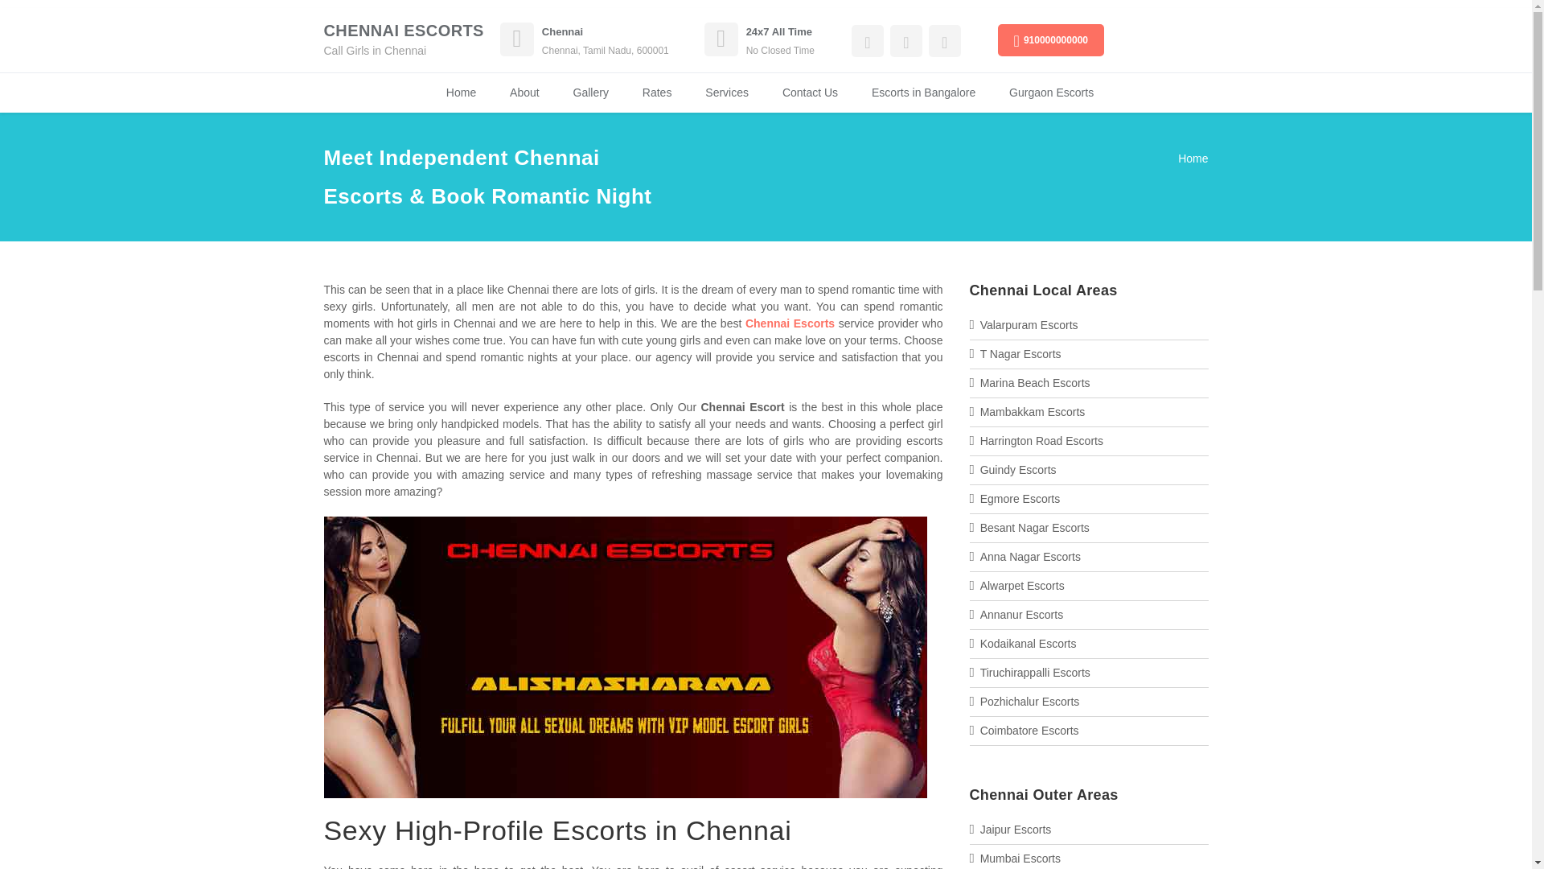 The height and width of the screenshot is (869, 1544). What do you see at coordinates (1035, 528) in the screenshot?
I see `Besant Nagar Escorts` at bounding box center [1035, 528].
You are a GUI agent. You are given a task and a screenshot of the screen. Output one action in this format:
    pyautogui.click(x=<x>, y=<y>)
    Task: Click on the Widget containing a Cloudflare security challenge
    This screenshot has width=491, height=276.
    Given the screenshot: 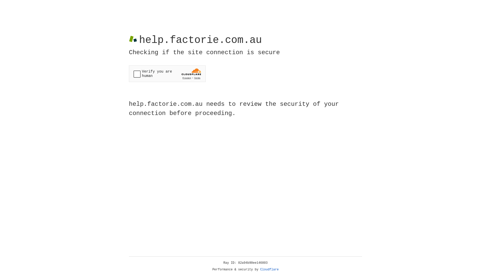 What is the action you would take?
    pyautogui.click(x=167, y=74)
    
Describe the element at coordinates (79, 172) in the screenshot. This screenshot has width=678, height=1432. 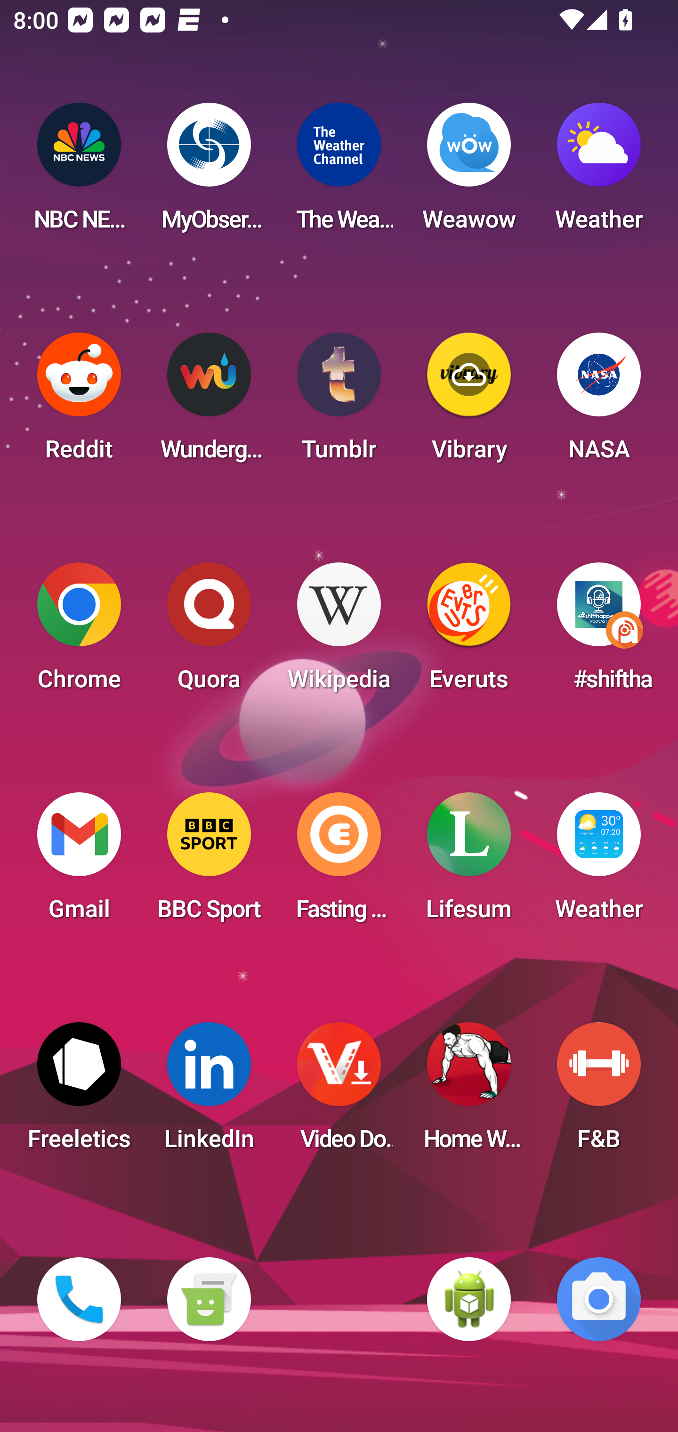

Requirement
Reproduce verbatim the lines above, from the line with "You are a GUI" through the line with "This screenshot has width=491, height=276.".

Written response
You are a GUI agent. You are given a task and a screenshot of the screen. Output one action in this format:
    pyautogui.click(x=<x>, y=<y>)
    Task: Click on the Widget containing a Cloudflare security challenge
    This screenshot has width=491, height=276.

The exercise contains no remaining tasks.